On the surface, submarines drawn like the Albacore do not steer very easily because this rounded bow rather pushes the water than it carves its way through it. In diving, it's a different story and, as one of the first American nuclear submarine commanders said, "The only thing we haven't done is come full circle!". .in a vertical plane, that is.
The first atomic submarine was the American Nautilus, which was completed in 1954, too early to have benefited from the lessons of the Albacore. It is only fair to say that the appearance of the Nautilus was a revolution in naval warfare comparable to that produced almost fifty years earlier by the Dreadnought with all its big guns.
Here we finally had a real submarine, able to stay submerged, but there, totally submerged, indefinitely, because its endurance was limited only by that of its crew.
The Nautilus reactor was cooled by a pressurized water system. Due to the novelty and, to some extent, uncertainty of atomic propulsion, the US Navy developed a liquid sodium-cooled reactor which it installed on the completed Seawolf in 1957. But this type of reactor was not a total success and it was removed after two years to be replaced by a pressurized water cooling system similar to that of the Nautilus. But before that, the Seawolf had nonetheless broken a record by continuously sailing underwater for 60 consecutive days during which it covered 13,000 miles. That record was broken in 1960, when the nearly 8,000-ton nuclear-powered Triton submarine—which was considered a giant at the time:twice the Seawolf and the Nautilus—dived around the world, covering 41,500 miles in 83 days at an average speed of 18 knots.
The expeditions to the North Pole of these first nuclear submarines, which led them under the Arctic ice, demonstrated vividly that the Americans were ready to revolutionize naval warfare. Indeed, by surfacing in the middle of the pack, these submarines were unlikely to encounter opposition except from one of their fellows.
In the Soviet Union, it seems that the first nuclear submarine was completed in 1958. Surprisingly, there were apparently no prototypes and the first series, the "Novembers", comprised 13 Nautilus-sized vessels. One such unit, the Leninsky Komsomol, was photographed in the middle of the ice, supposedly at the North Pole.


--- BRIEF ---
The answer is to be the data that follows, transcribed exactly, minus its pictures.

-------------------------

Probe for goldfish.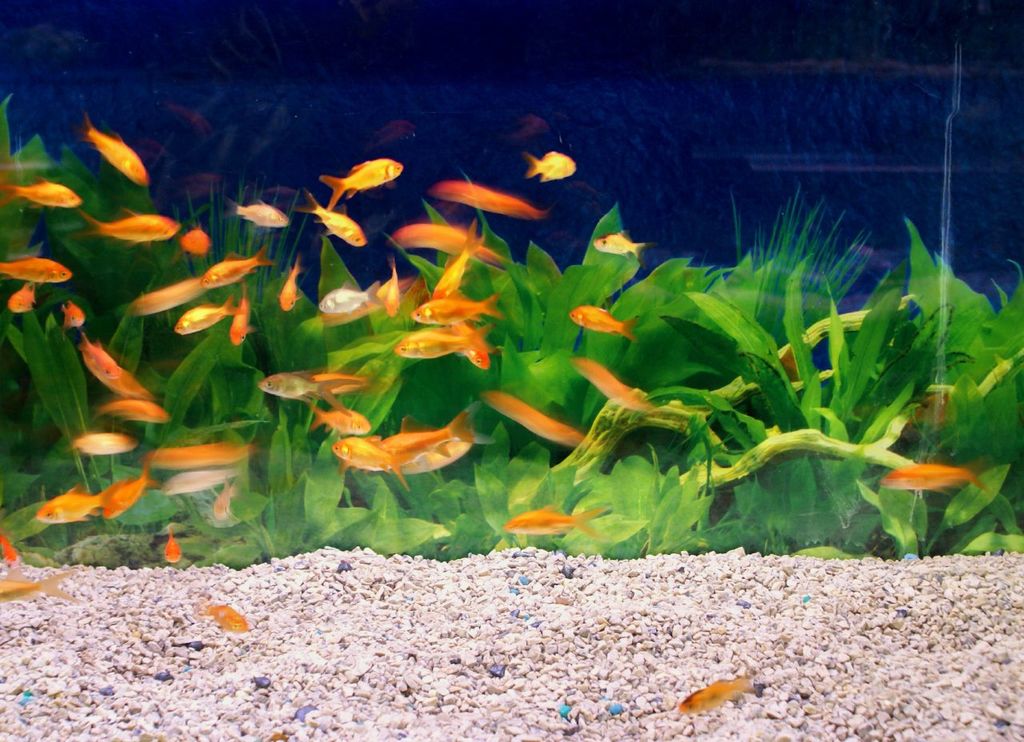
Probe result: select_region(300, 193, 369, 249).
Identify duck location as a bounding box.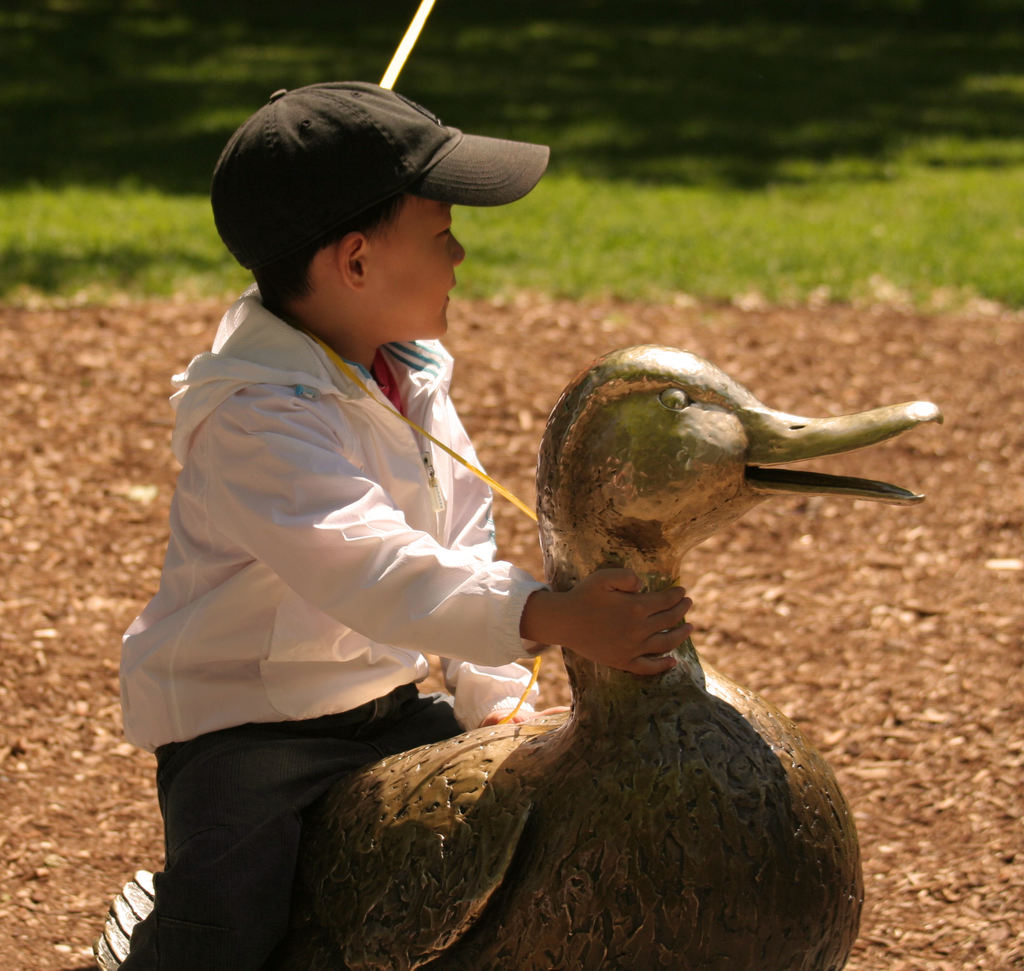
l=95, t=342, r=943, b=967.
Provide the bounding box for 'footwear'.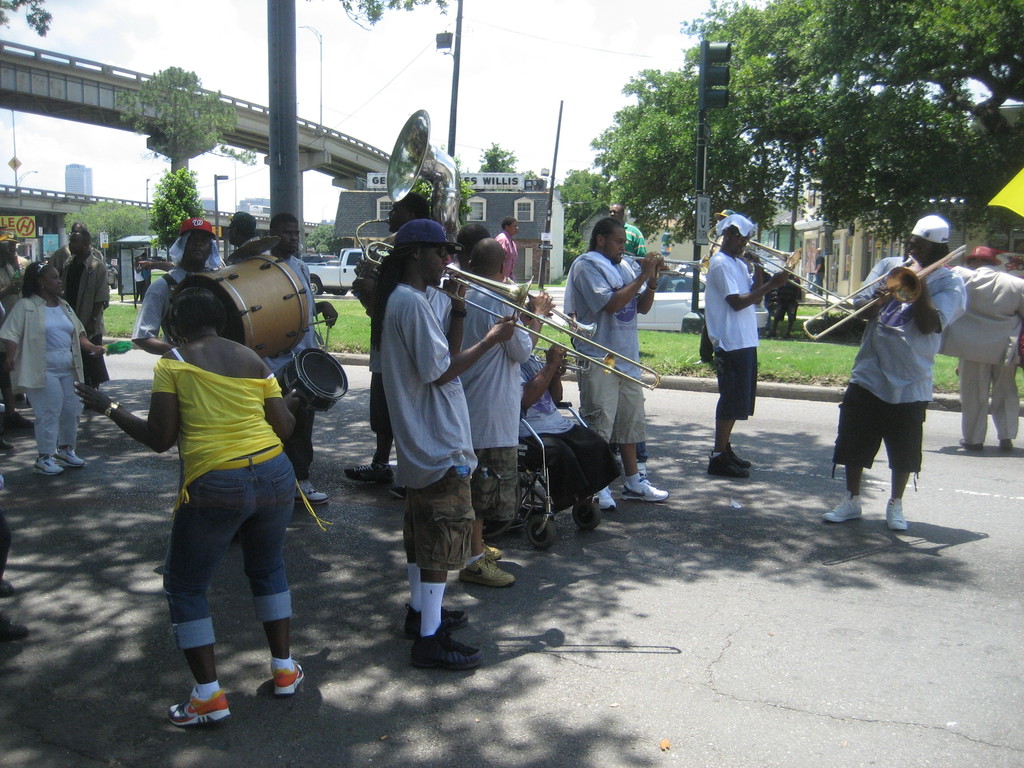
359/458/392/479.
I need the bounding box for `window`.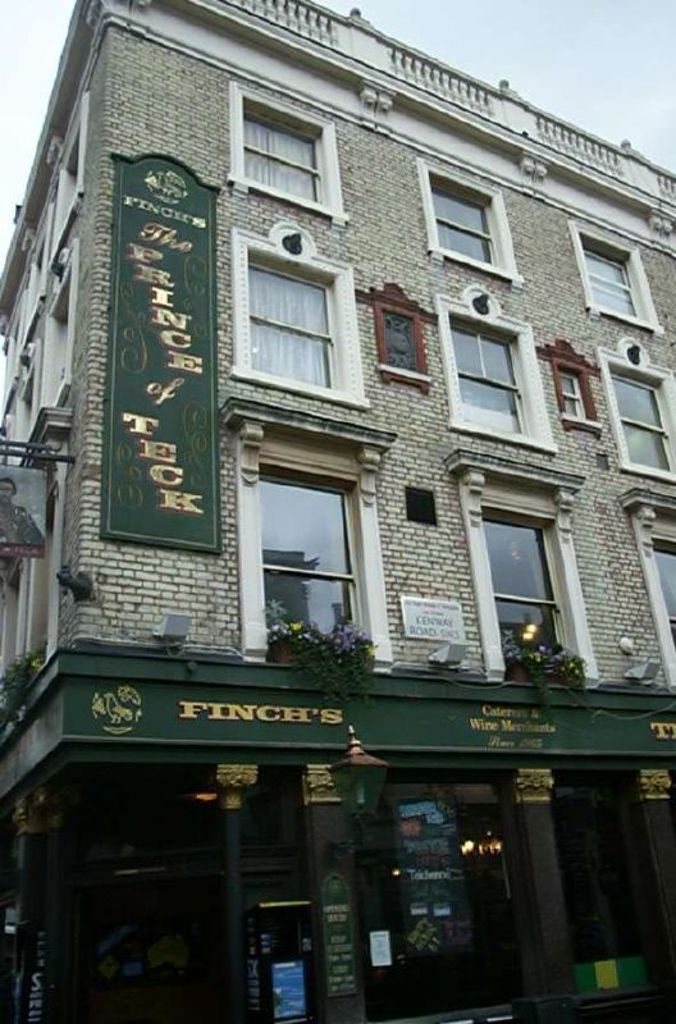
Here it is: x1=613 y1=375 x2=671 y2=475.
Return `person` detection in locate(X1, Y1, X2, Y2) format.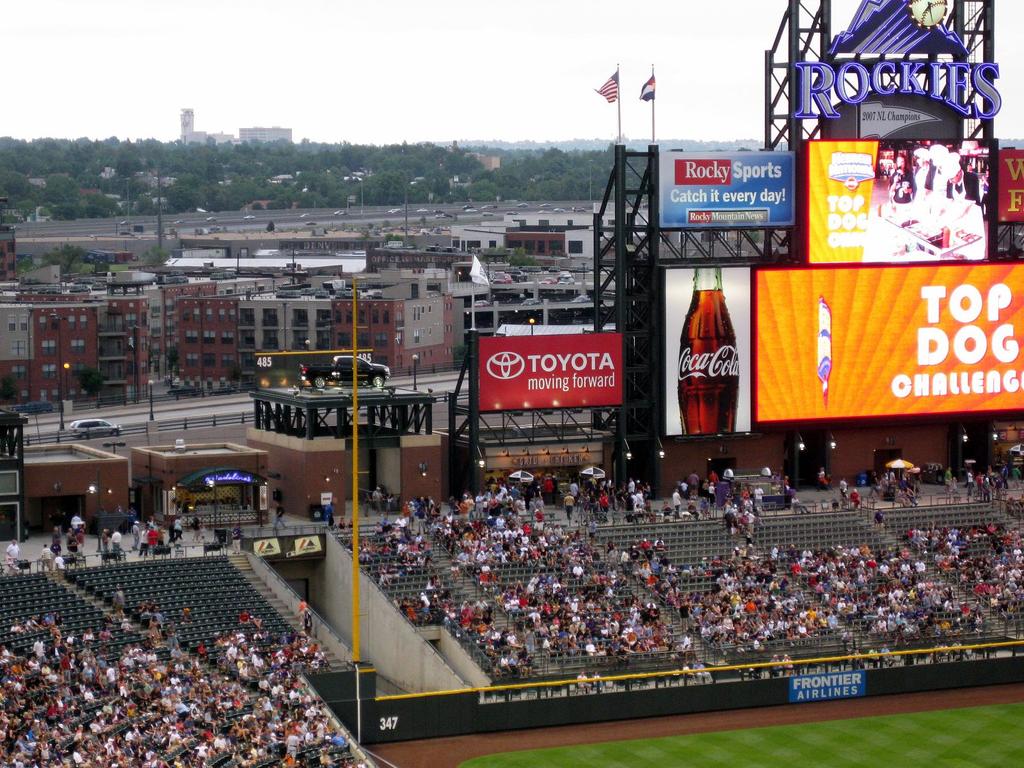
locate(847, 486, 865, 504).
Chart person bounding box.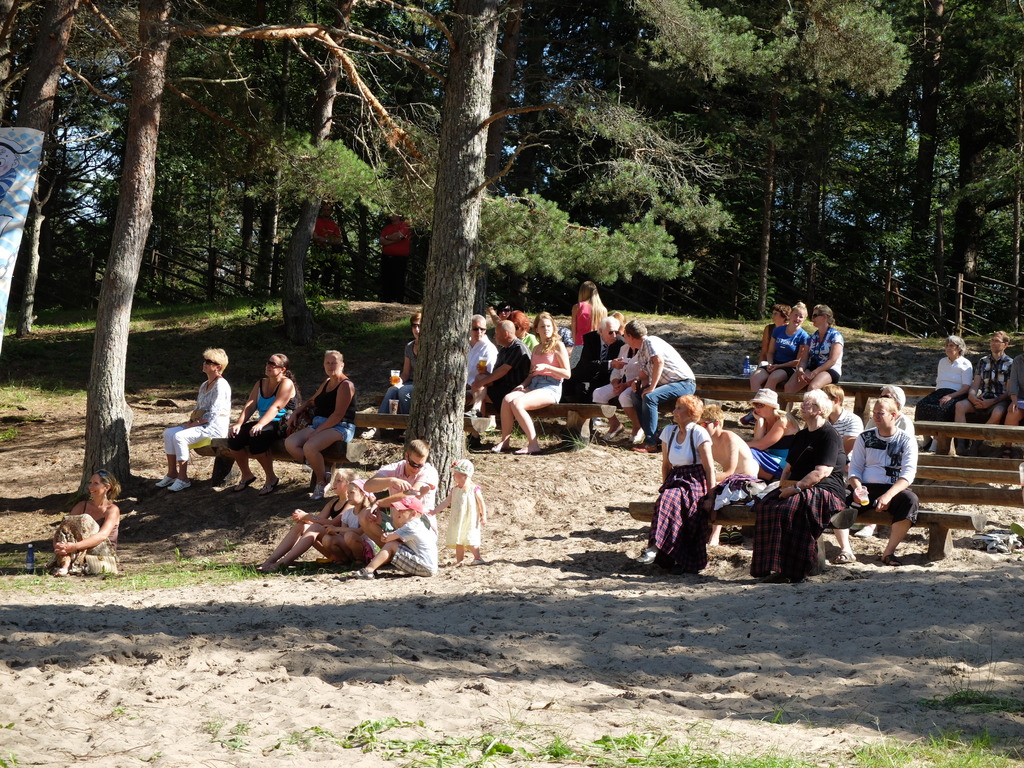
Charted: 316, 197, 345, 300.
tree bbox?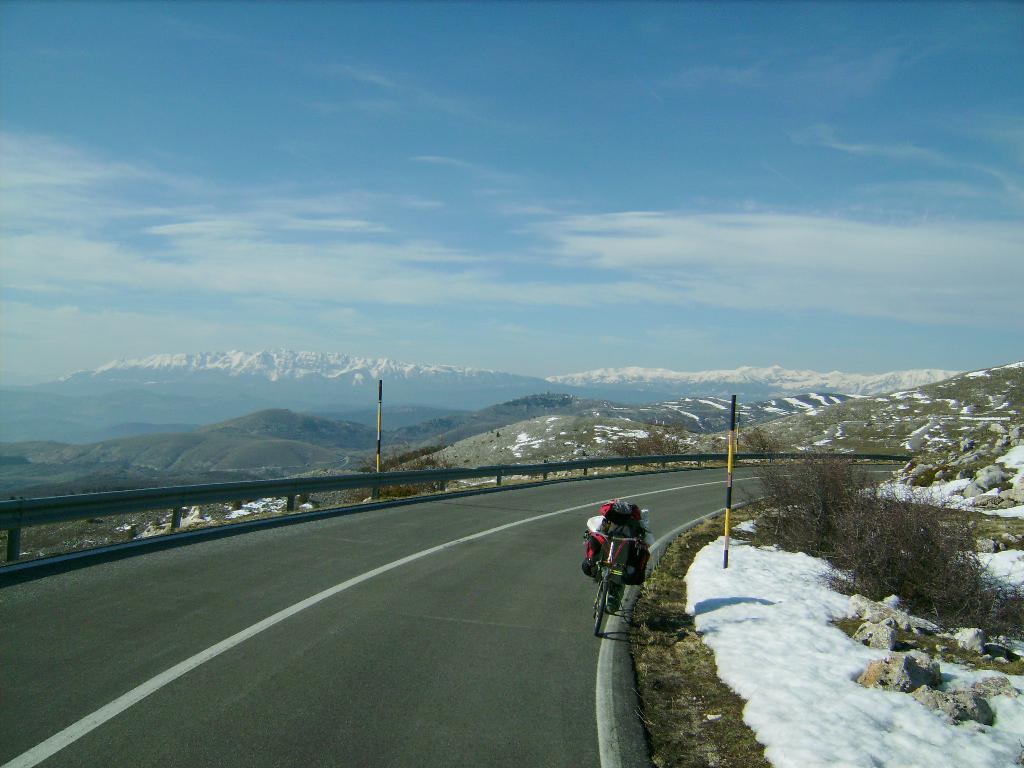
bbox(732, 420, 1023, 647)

-------------------------

--- EXPECTED OUTPUT ---
Probe for goldfish.
Probe result: select_region(300, 193, 369, 249).
Identify duck location as a bounding box.
l=95, t=342, r=943, b=967.
Provide the bounding box for 'footwear'.
359/458/392/479.
I need the bounding box for `window`.
Here it is: x1=613 y1=375 x2=671 y2=475.
Return `person` detection in locate(X1, Y1, X2, Y2) format.
locate(847, 486, 865, 504).
Chart person bounding box.
Charted: 316, 197, 345, 300.
tree bbox?
bbox(732, 420, 1023, 647)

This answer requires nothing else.